BISMARCK, N.D. (AP) - The U.S. Census Bureau is up to the task of accurately counting the exploding population in North Dakota, where armies of job seekers have come to take advantage of the oil-wealthy state’s abundant employment opportunities, the agency’s director said Tuesday.
Census Bureau Director John Thompson said he’s visiting North Dakota this week to get a firsthand look at fastest-growing state in the nation.
“Any time you have a lot of population movement, it’s going to be more challenging than when you have a static population,” Thompson said at a press conference at the state Capitol in Bismarck. “We’re up for those challenges, and one of the reasons we are here is to learn about them.”

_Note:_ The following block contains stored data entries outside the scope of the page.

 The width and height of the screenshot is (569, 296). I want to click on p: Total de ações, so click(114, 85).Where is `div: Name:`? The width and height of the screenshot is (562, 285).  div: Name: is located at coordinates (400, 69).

The government takes a headcount every 10 years and sends census takers to every U.S. household. Accurate counts are crucial for states, because at stake are billions of dollars in federal aid for such things as transportation projects and education. The state’s population was pegged at 723,000 residents last July, the most recent date for which figures are available, though some local officials in the state’s booming western oil patch have accused the bureau of undercounting the population.
Population numbers are updated using state income tax data between the once-a-decade official counts.

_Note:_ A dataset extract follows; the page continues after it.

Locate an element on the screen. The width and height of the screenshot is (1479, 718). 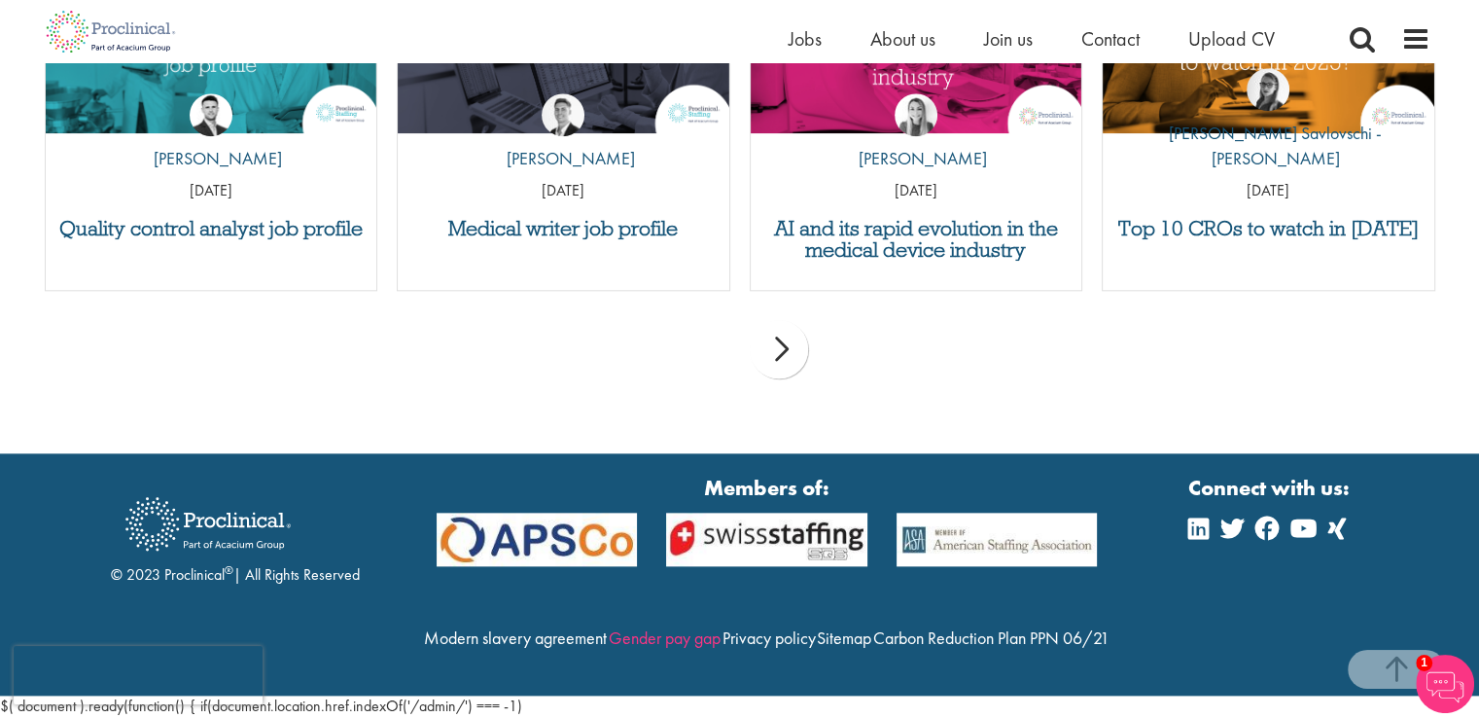
a: Quality control analyst job profile is located at coordinates (211, 228).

Officials in Williston, the biggest city in the oil patch, had considered contesting the 2010 census that put the city’s population at 14,716 people. Williston Mayor Ward Koeser said he and other city officials believed the actual population was about 17,000.

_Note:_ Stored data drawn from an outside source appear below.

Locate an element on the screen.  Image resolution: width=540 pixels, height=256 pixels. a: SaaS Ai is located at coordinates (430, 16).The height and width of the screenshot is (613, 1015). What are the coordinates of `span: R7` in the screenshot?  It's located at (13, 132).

“It’s good growth - don’t get me wrong,” Koeser said at the time. “But we feel we have more (people) than that.”
Finding the whereabouts of all North Dakota’s burgeoning population will be a chore. Officials have reported new residents living in their vehicles, in tents, under bridges, and in grain bins, haystacks, even culverts.
Thompson said the Census Bureau increasingly is using mapping technology help locate new housing developments and people. And he said the agency still relies on census takers knocking on doors.
The technology “will help us find where people are living, and how we get people there” to count them, Thompson told The Associated Press.
Thompson said North Dakota was the first state he’s visited since being appointed by President Barack Obama last year to head the Census Bureau. Thompson met with Gov. Jack Dalrymple on Tuesday and was slated to meet later with American Indian leaders and officials in Williston.
Just a decade ago, North Dakota held the dubious distinction of being the only state to lose population. But its strong economy has attracted thousands of new residents in the past few years, reversing a decades-long trend of outmigration, where more people were going than coming.
Thompson said the agency’s last count was accurate.
“I think we got a pretty good count in 2010,” he said.
The state’s population has surged even since then. Dalrymple said Tuesday that the state has 25,000 unfilled jobs and the nation’s lowest unemployment rate, at less than 3 percent.
Many of the workers in the oil patch live in other states, making a headcount difficult, Dalrymple said.
“It seems to people who are in the area that there are more new people than are being talked about or being acknowledged,” Dalrymple told reporters. “But you do have this challenge of, ’Who is truly a resident?’”
Kevin Iverson, manager of the census office at the state Commerce Department, said North Dakota did not contest the 2010 census count.
“If anything, it was probably a little conservative,” he said of North Dakota’s estimated population by the Census Bureau. “Just because people are here doesn’t make them residents.”